Although a gluten-free diet (GFD) is extremely important for patients affected by coeliac disease(Reference Biagi and Corazza1, Reference Corrao, Corazza and Bagnardi2), it is a known fact that not all patients are able to follow it to a sufficient extent. According to some series, as many as 30–40 % of coeliac patients do not follow a strict GFD(Reference Case3). While this may be understandable for some categories of patients, such as adolescents(Reference Mayer, Greco and Troncone4Reference Rashid, Cranney and Zarkadas7), it must be stressed that even the most careful adult patients may experience some initial confusion in dealing with a new type of diet, especially if they are not given sufficient information(Reference Case3). It must also be pointed out that keeping to a strict GFD is difficult due not only to the lack of knowledge of the problem on the part of chefs and other individuals working in the catering sector(Reference Karajeh, Hurlstone and Patel8), but also to the fact that gluten may be present in packaged foods considered to be gluten-free(Reference Ciacci and Mazzacca9, Reference Collin, Thorell and Kaukinen10). On the basis of these observations, Collin et al. believe that an absolute and complete GFD is unrealistic(Reference Collin, Thorell and Kaukinen10).

The problem of gluten contamination in apparently gluten-free foods has led to a series of studies aimed at understanding the minimum quantity of gluten that can cause damage to the intestinal mucosa(Reference Collin, Thorell and Kaukinen10Reference Catassi, Rossini and Rätsch15). An Italian study recently demonstrated that 50 mg/d for 90 d have a toxic effect on the intestinal mucosa of patients affected by coeliac disease(Reference Catassi, Fabiani and Iacono14). Although this result can be considered highly alarming, if it is translated into terms of normally eaten quantities of food we can see that 50 mg gluten are contained in food samples that cannot be eaten by mistake by a sensible and diet-conscious individual (Fig. 1, samples A, B, C and D). Vice versa, the amount of gluten contained in a crumb of bread small enough to be eaten by mistake (Fig. 1, sample E) is twenty times less than the 10 mg gluten that did not show a toxic effect after 90 d consumption(Reference Catassi, Fabiani and Iacono14). In addition, if we consider the limit of 20 parts per million (ppm) indicated by numerous coeliac patient associations(Reference Gibert, Espadaler and Angel Canela1620), i.e. 20 mg gluten per kg product, then for histological damage to occur the coeliac patient would have to eat 2·5 kg of contaminated product per d for 90 d. It is clearly impossible to eat this amount by mistake. Even if we take the limit of 100 ppm considered safe by Collin et al. (Reference Collin, Thorell and Kaukinen10), the coeliac patient would have to eat 500 g of contaminated product per d for 90 d to reach the toxic dose. It seems reasonable to think that such an involuntary mistake would be improbable. A directive has also recently been issued regulating the labelling of foodstuffs through the European Union(Reference Gibert, Espadaler and Angel Canela16, 21). This directive obliges manufacturers to indicate the presence of gluten content, regardless of the amount. Similar directives also exist in Australia and the USA(17, 19, 22). The application of this directive could mean another organisational difficulty for coeliac patients who may prefer to avoid eating safe packaged products, in that they contain gluten but the amount is below the 20 ppm threshold. Nevertheless, this directive does represent an additional and undeniable safeguard for the health of coeliac patients.

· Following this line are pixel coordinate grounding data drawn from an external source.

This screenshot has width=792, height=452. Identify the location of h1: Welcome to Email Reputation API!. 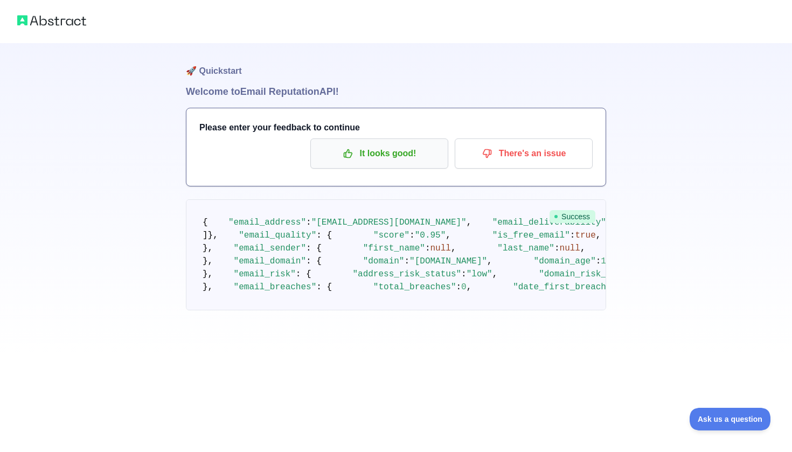
(396, 92).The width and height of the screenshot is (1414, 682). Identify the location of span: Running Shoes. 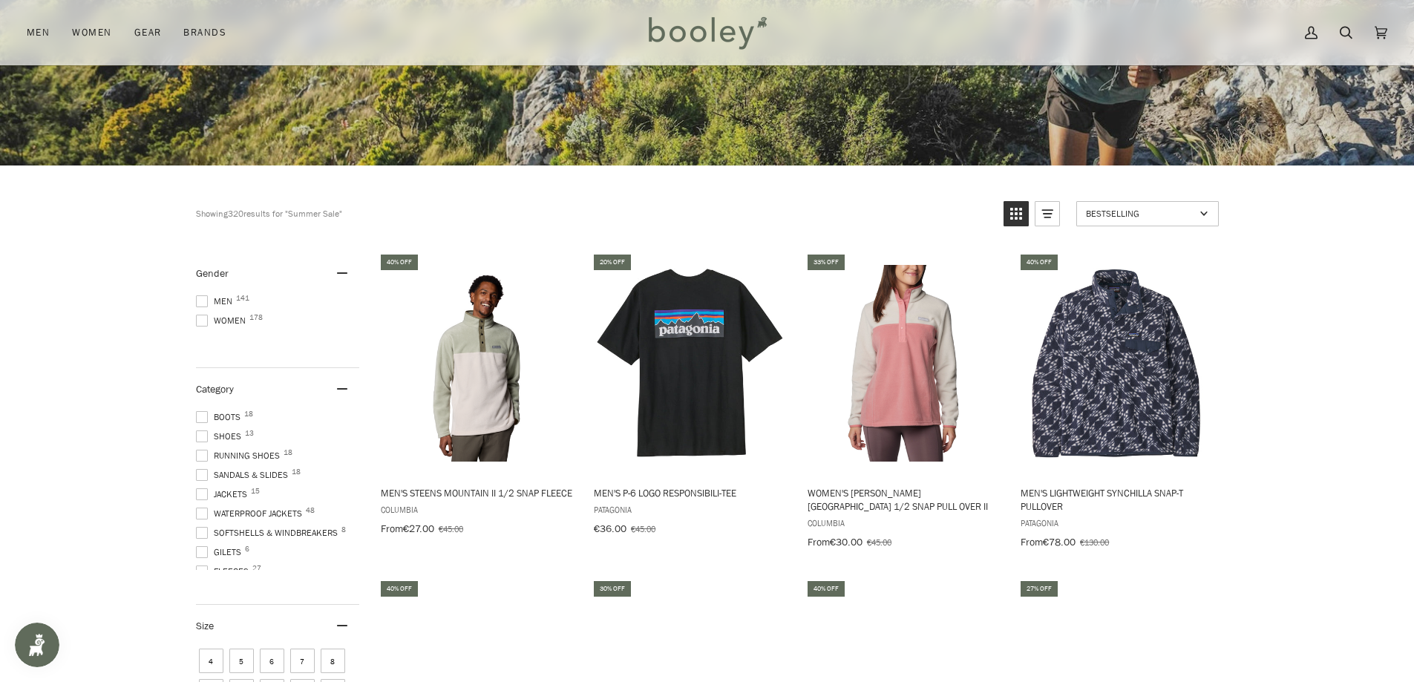
(240, 456). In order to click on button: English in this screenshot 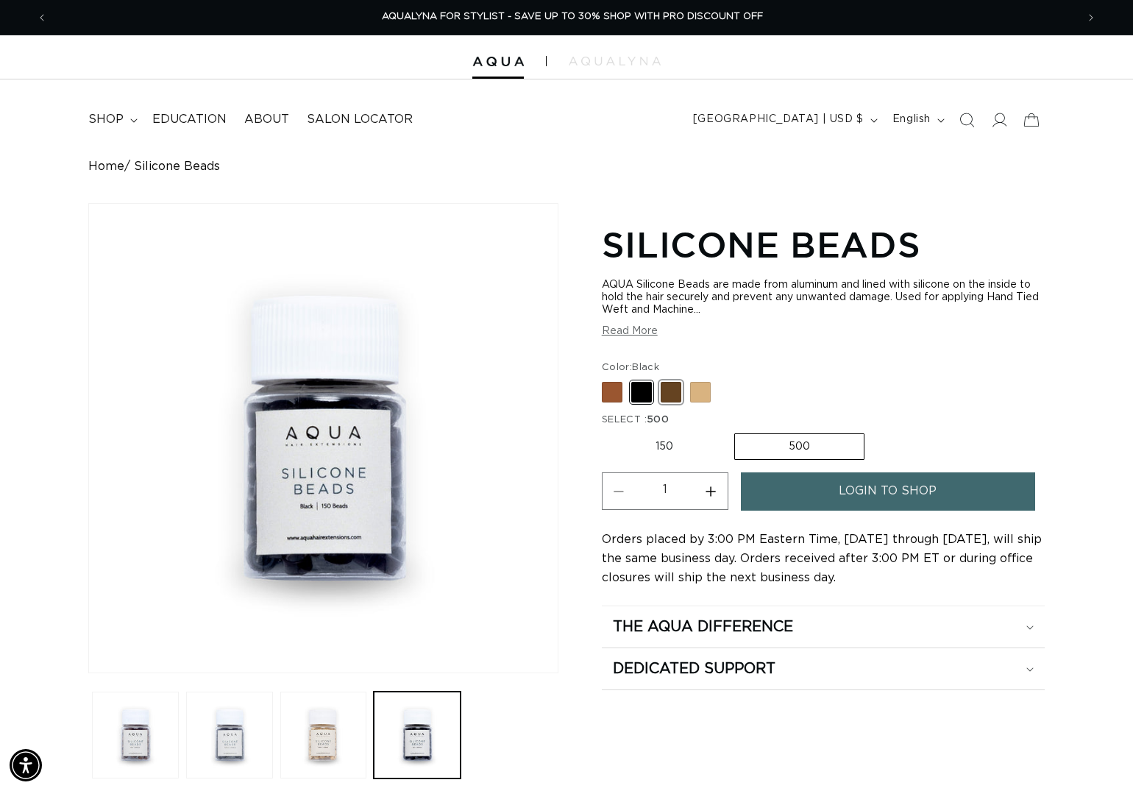, I will do `click(916, 120)`.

Fig. 1 Different types of commonly consumed gluten-containing food. Samples A, B and C are three different type of pasta, D is a small piece of bread and E is a crumb from D. Since gluten is 75 % of the wheat protein(Reference Shewry, Halford and Belton39), according to both the weight and quantity of proteins provided by the producers on the label, sample A contains 209 mg gluten, B 86 mg, C 32 mg, D 28 mg and E 0·5 mg. The scale shown is in cm.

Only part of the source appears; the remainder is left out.